Both are meant to help developers in construction of reach interface applications. Both achieve this goal in very different ways.
I will compare GWT and Flex because people who are familiar only with one of them have different thoughts on why they should/shouldn’t learn the other technology. They are asking questions like “I heard that Flex can be used in enterprise apps for UI with large amount of data. Can’t I do the same with GWT?” or “GWT allows me to have very responsive AJAX applications which are cross-browser compliant. Seems like Flex promises the same, is it worse to learn it?”.
I am writing this just for such developers to share my impression.
So let’s start from some history.
History
The next time-line shows how both teams where roughly releasing:

As you can see Flex team started ~ 2 years ahead of GWT team. Not surprisingly Flex is more mature technology at the current moment. The proper analysis maybe would be to compare then GWT 2.0 with Flex 2.x but no one is interesting in this
Out of the Box
Let’s see now what developers have out of the box when they start to work with both technologies.
SDK
Both have open source free SDK.
IDE
GWT: All you need is Eclipse with J2EE plugins + download and install free GWT Eclipse plugin.
It perfectly works even with latest Galileo (3.5) Eclipse.
Flex: Though basic tools to work in command line (compiler, etc.) are provided it will not be very convenient to do some real project given just that. Adobe Flex Builder 3 plugin for Eclipse is not free and costs some fair money but it is worth of its price, no matter what the people say.
Programming Language
You develop GWT projects on Java.
For Flex you need to code in Action Script.
Action Script provides majority of the OOP features and for a normal developer the learning curve should be very short.
Off course Java is richer language but Action Script provides you with all means to create a nice OOP code. Also consider that for the classes that represent your UI components and thus will be compiled to Java Script code by GWT you can use only part, though quite large part, of the Java Runtime Library. For example you can’t use threads or java.io classes.
UI Markup Language
GWT: Before the 2.0 release GWT has no embedded markup language. All structuring and layouting of your UI should have been done in Java code similarly as it is done in Java Swing.
As of the GWT 2.0 there is a UiBinder feature which allows you to layout/style your UI in xml files.
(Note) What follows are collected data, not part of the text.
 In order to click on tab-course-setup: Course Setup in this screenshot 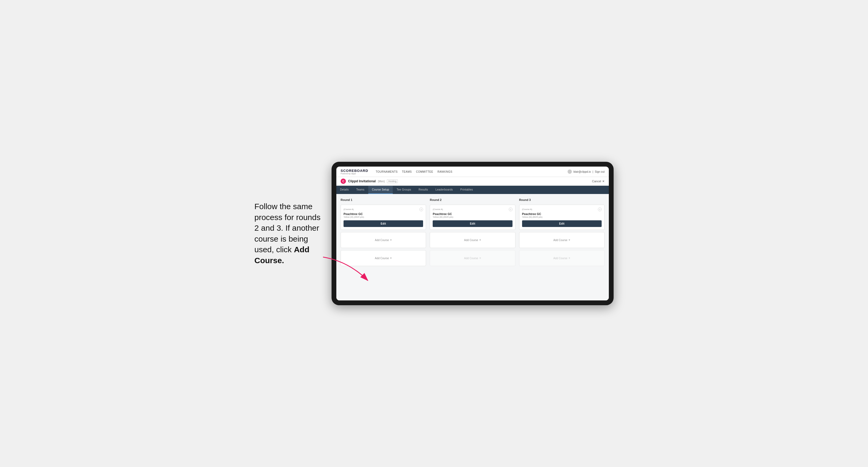, I will do `click(381, 190)`.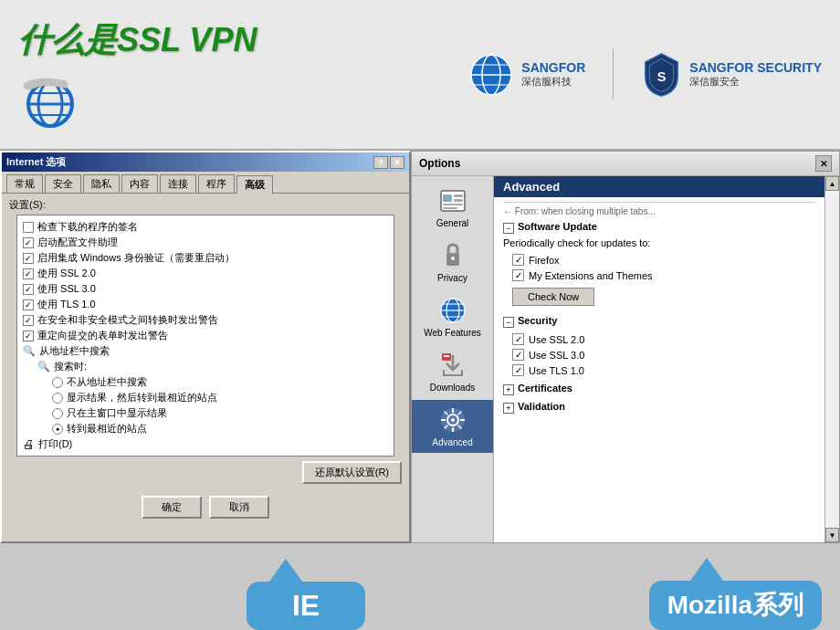 The image size is (840, 630). I want to click on ie-radio-show-results, so click(58, 398).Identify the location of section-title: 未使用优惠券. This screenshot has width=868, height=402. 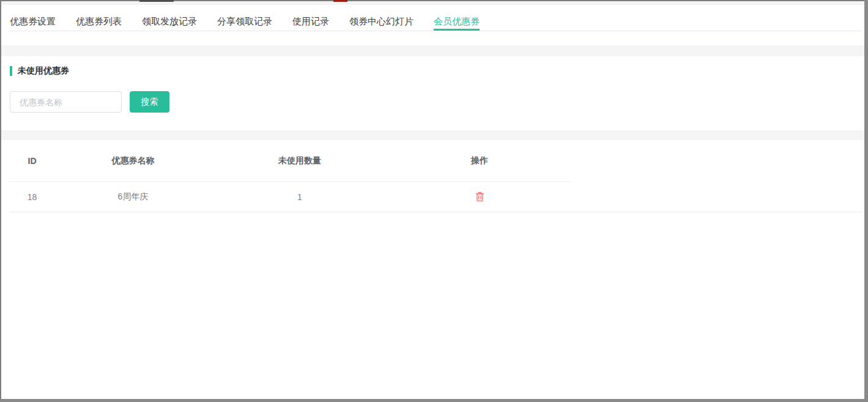
(39, 71).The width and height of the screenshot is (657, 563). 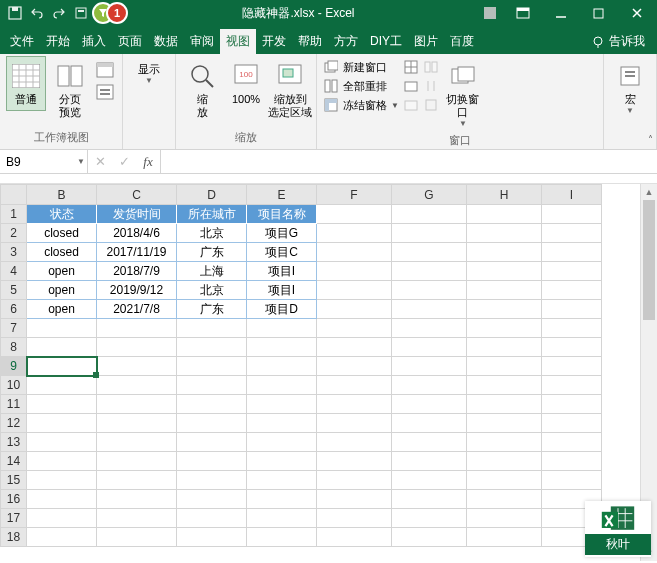 What do you see at coordinates (274, 42) in the screenshot?
I see `tab-developer: 开发` at bounding box center [274, 42].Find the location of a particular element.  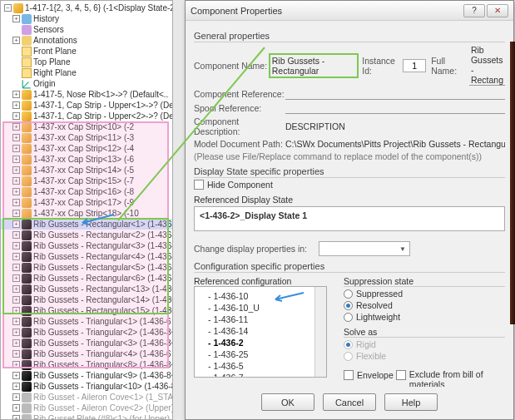

component-node: +1-437-1, Cap Strip - Upper<1>->? (Defau… is located at coordinates (87, 105).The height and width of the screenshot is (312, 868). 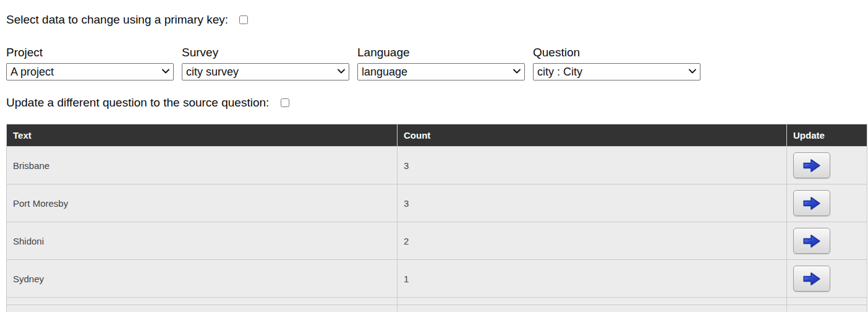 What do you see at coordinates (441, 63) in the screenshot?
I see `filter-language: Language language` at bounding box center [441, 63]. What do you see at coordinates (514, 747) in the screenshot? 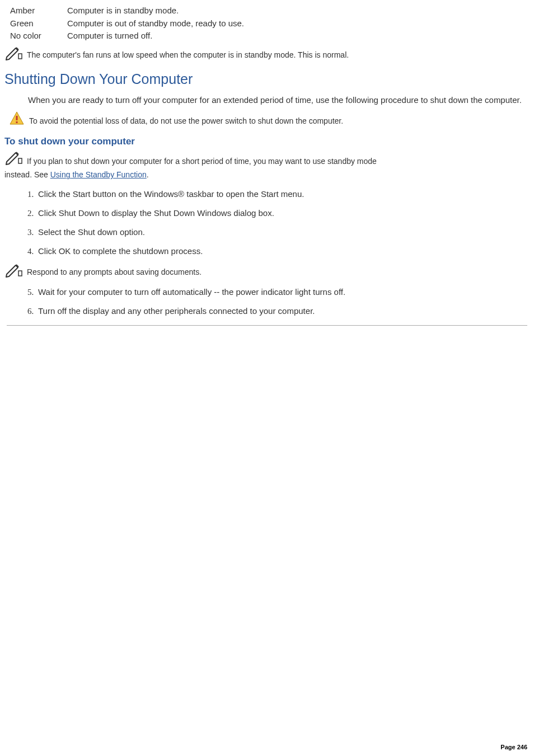
I see `page-number: Page 246` at bounding box center [514, 747].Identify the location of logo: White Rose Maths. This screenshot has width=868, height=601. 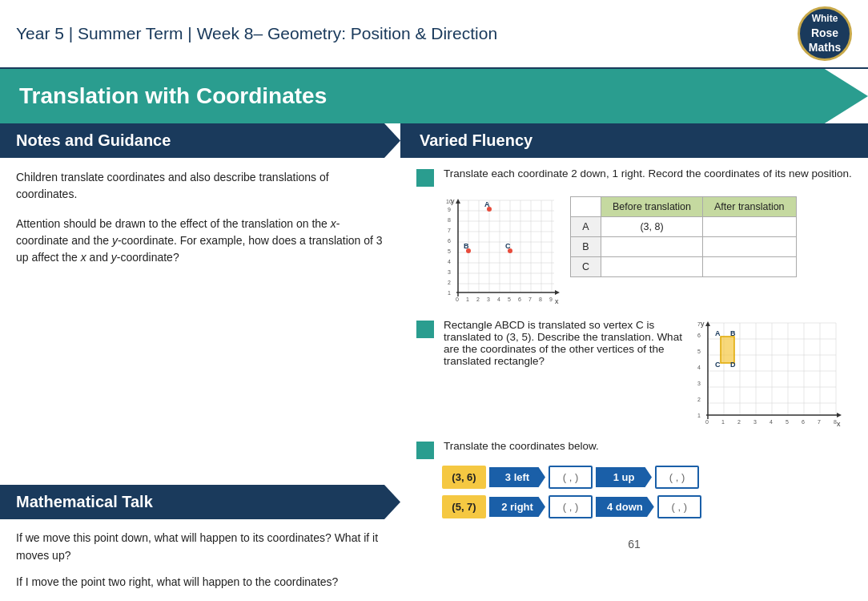
(825, 34).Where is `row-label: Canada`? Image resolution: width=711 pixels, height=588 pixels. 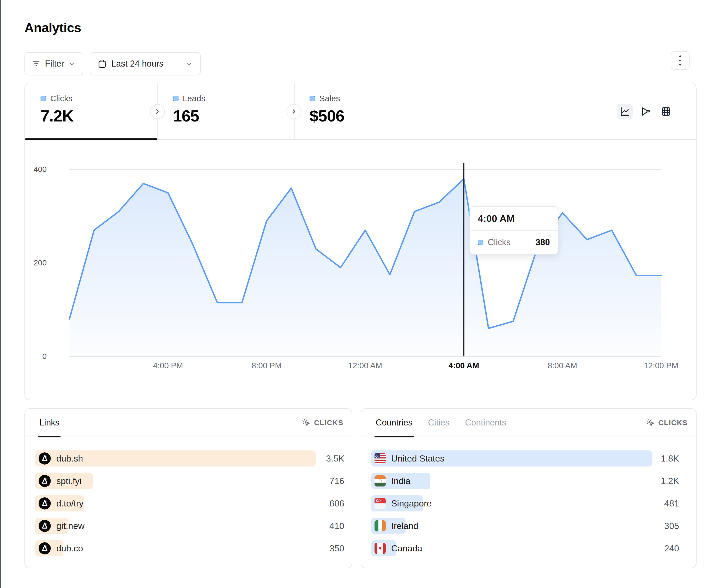 row-label: Canada is located at coordinates (407, 548). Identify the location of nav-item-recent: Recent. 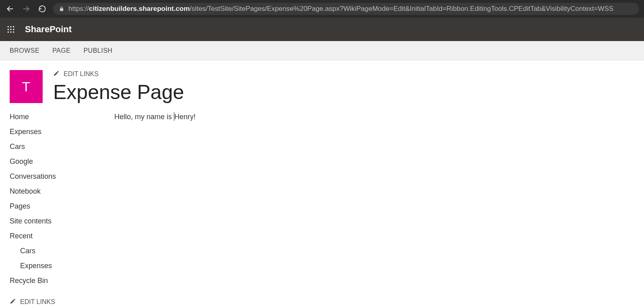
(54, 236).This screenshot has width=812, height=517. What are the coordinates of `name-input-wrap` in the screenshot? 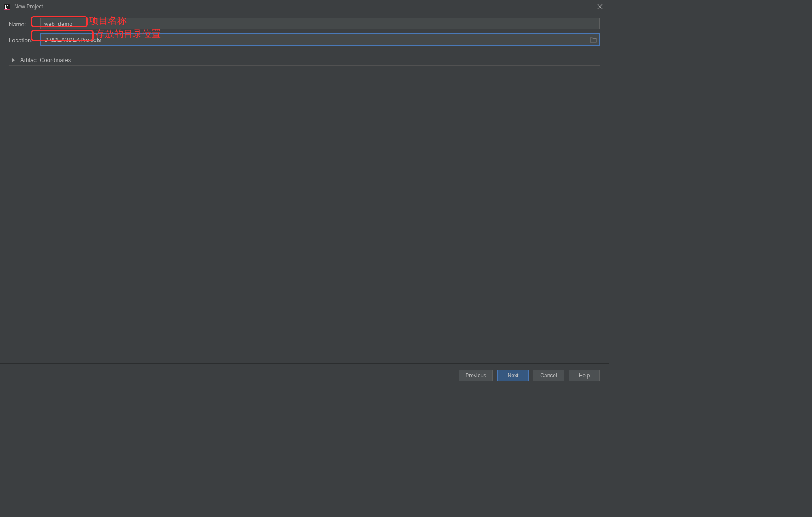 It's located at (320, 24).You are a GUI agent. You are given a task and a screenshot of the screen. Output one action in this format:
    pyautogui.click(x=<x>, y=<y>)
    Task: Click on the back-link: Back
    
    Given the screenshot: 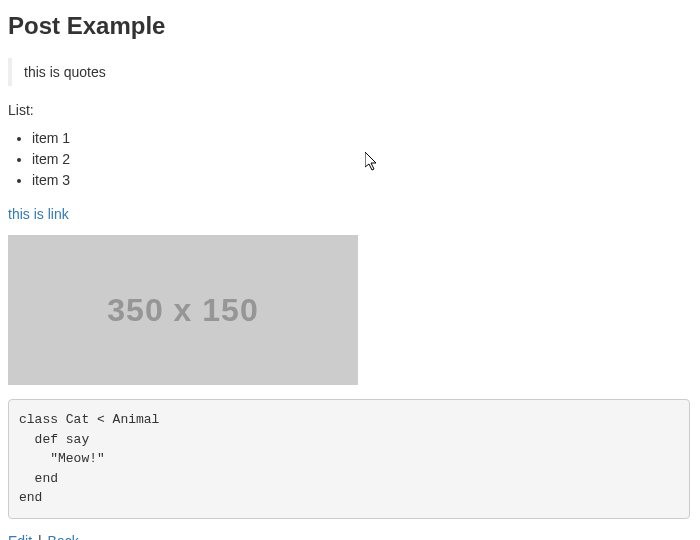 What is the action you would take?
    pyautogui.click(x=64, y=537)
    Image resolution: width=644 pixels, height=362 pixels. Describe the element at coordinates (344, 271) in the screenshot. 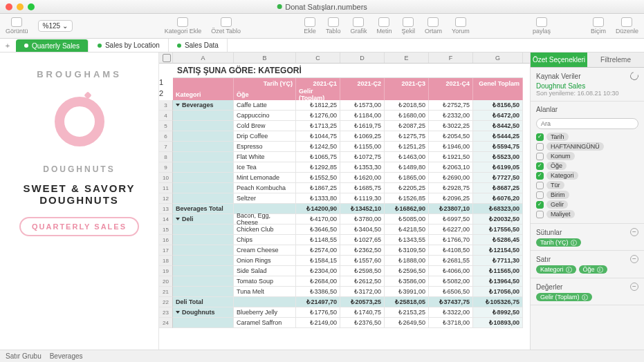

I see `table-row: 19Side Salad₺2304,00₺2598,50₺2596,50₺406…` at that location.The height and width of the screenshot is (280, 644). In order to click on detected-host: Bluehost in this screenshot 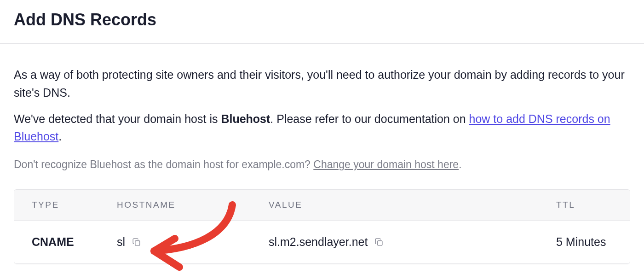, I will do `click(246, 119)`. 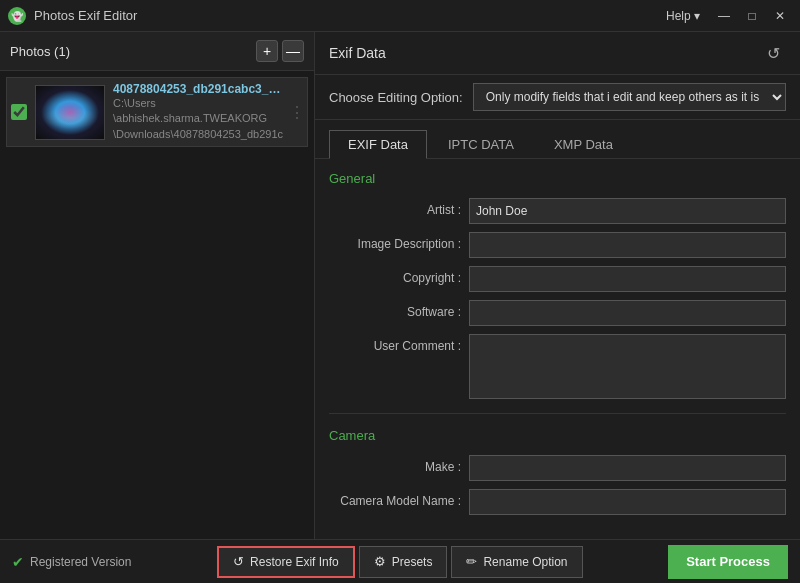 What do you see at coordinates (294, 562) in the screenshot?
I see `restore-btn-label: Restore Exif Info` at bounding box center [294, 562].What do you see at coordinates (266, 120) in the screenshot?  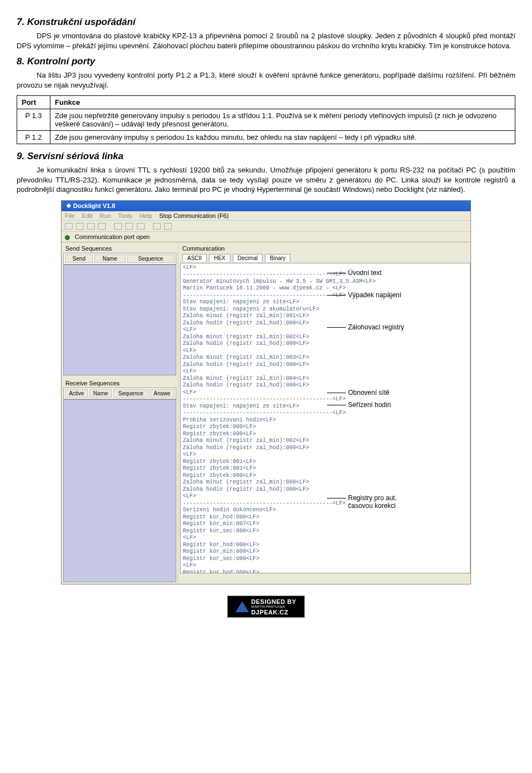 I see `table-row: P 1.3 Zde jsou nepřetržitě generovány im…` at bounding box center [266, 120].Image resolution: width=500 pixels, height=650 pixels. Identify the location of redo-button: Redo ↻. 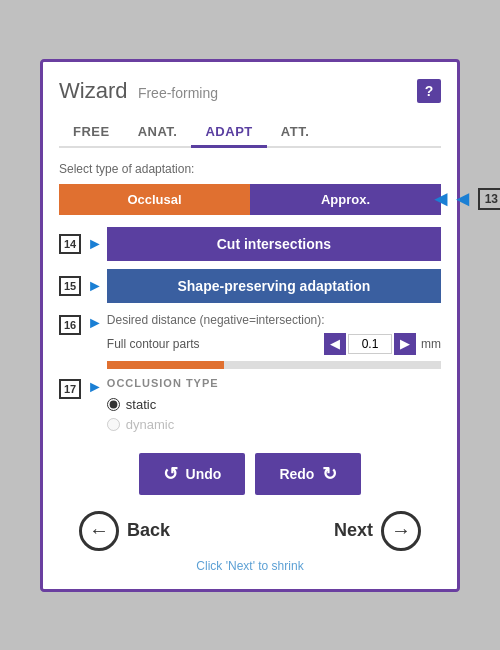
(308, 474).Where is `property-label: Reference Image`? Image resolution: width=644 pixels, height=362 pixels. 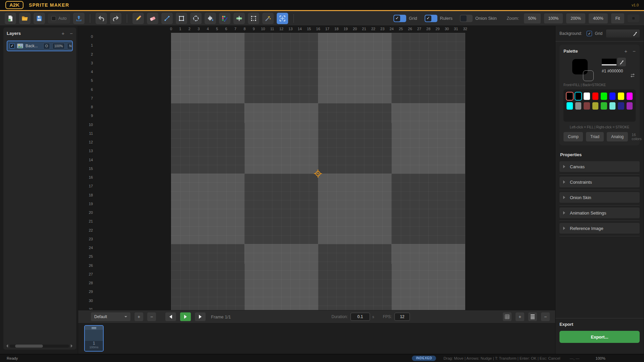 property-label: Reference Image is located at coordinates (587, 229).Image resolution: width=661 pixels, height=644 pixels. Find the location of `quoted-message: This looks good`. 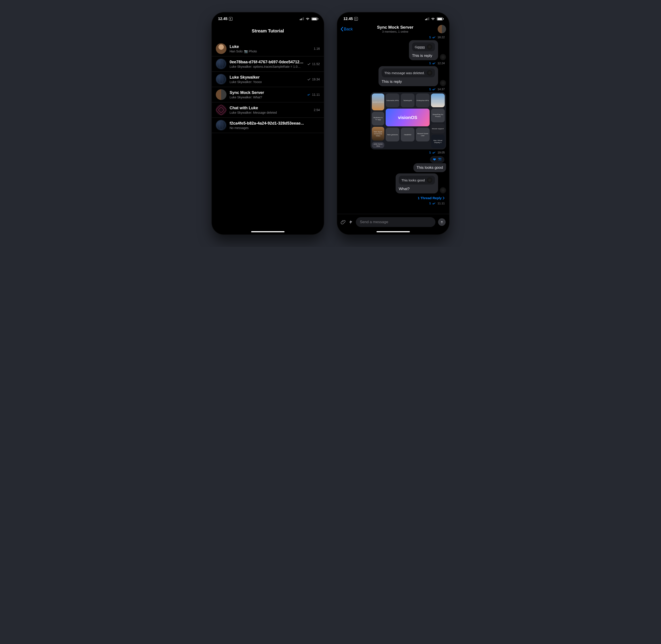

quoted-message: This looks good is located at coordinates (417, 180).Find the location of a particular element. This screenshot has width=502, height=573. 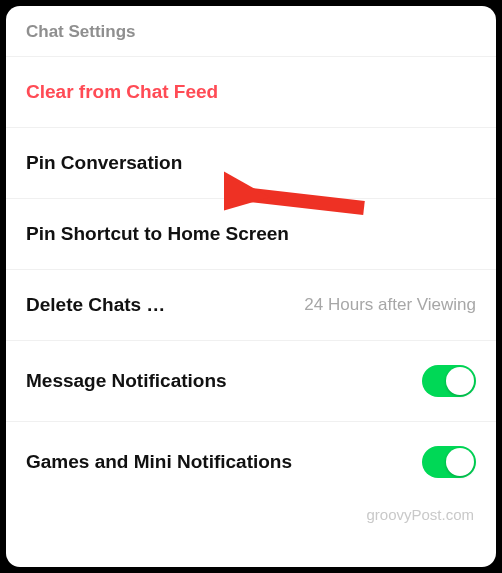

games-mini-notifications-row: Games and Mini Notifications is located at coordinates (251, 462).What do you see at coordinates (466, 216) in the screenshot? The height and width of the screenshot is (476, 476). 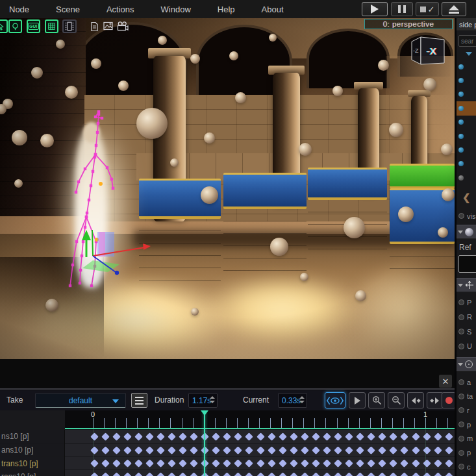 I see `visibility-row: vis` at bounding box center [466, 216].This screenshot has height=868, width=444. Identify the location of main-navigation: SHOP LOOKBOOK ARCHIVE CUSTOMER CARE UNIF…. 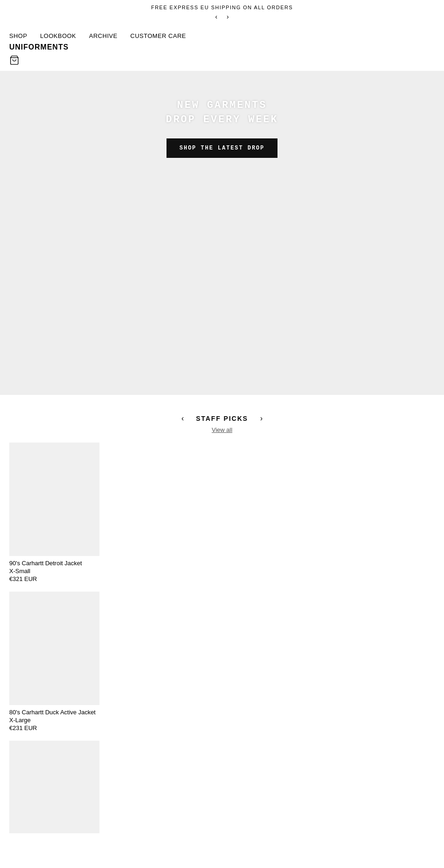
(222, 39).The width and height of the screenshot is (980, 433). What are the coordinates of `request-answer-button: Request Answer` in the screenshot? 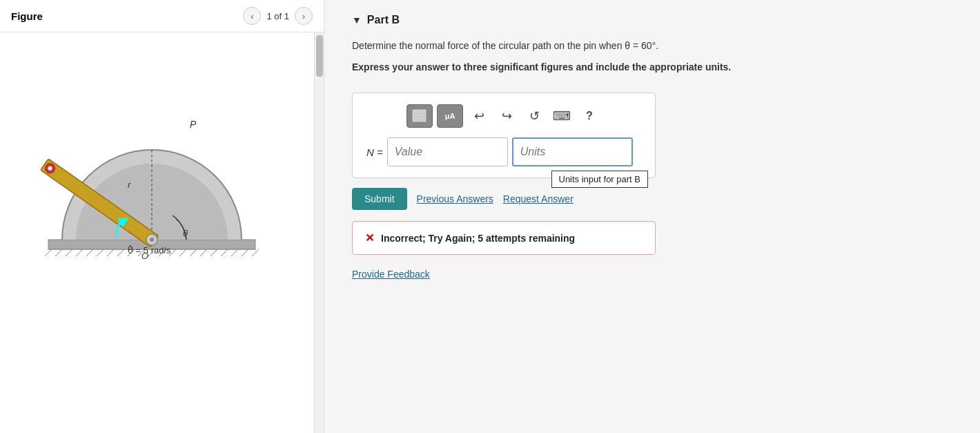 It's located at (538, 199).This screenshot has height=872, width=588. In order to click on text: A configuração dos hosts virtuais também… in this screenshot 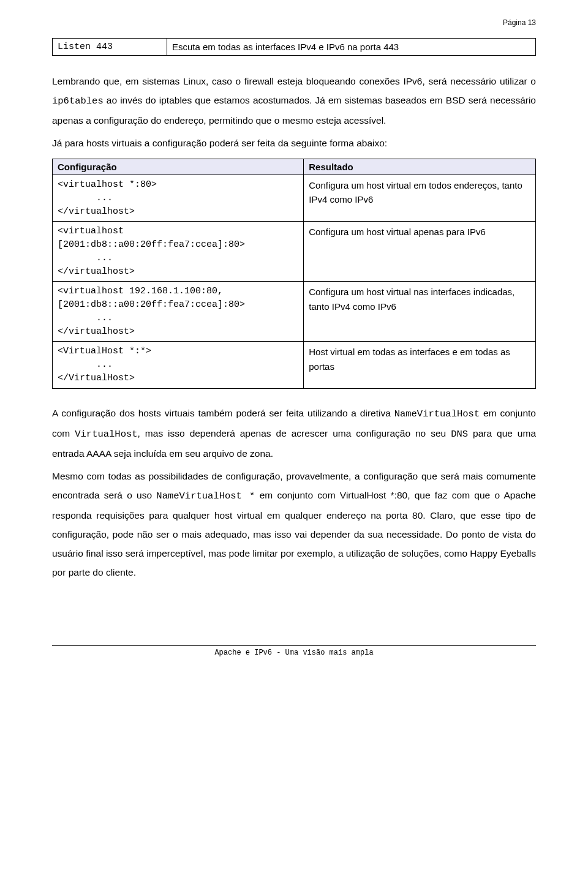, I will do `click(223, 413)`.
I described basics of this here.
Flex: there is MXML markup language which also allows you to layout and style your applications/components in xml-way. But MXML is much more mature, allowing you to do additional things which you will not be able to achieve with UiBinder. For example you can insert plane Actions Script code there, so MXML’s flavor resembles here JSPs ![]()
Theoretically you can write the whole Flex application in MXML while UiBinder only allows you to control layout and assign some event handlers + other minor stuff.
Also it’s worthy to note that MXML has much stronger support in IDE: better autocompletion, ability to debug MXML, etc.
Standard Components
GWT: comes with 18 widgets and 10 layout panels which are described here.
Flex: has 30 controls, 17 Layouts, 8 Navigators and 10 charts. Though some useful enterprise-scale components are not coming in the standard free package and you should pay additionally for them, e.g. Advanced Data Grid or OLAPDataCube.
So here Flex and GWT hardly can be compared. Also upcoming (in 2010) Flex 4 release promise to deliver even more components.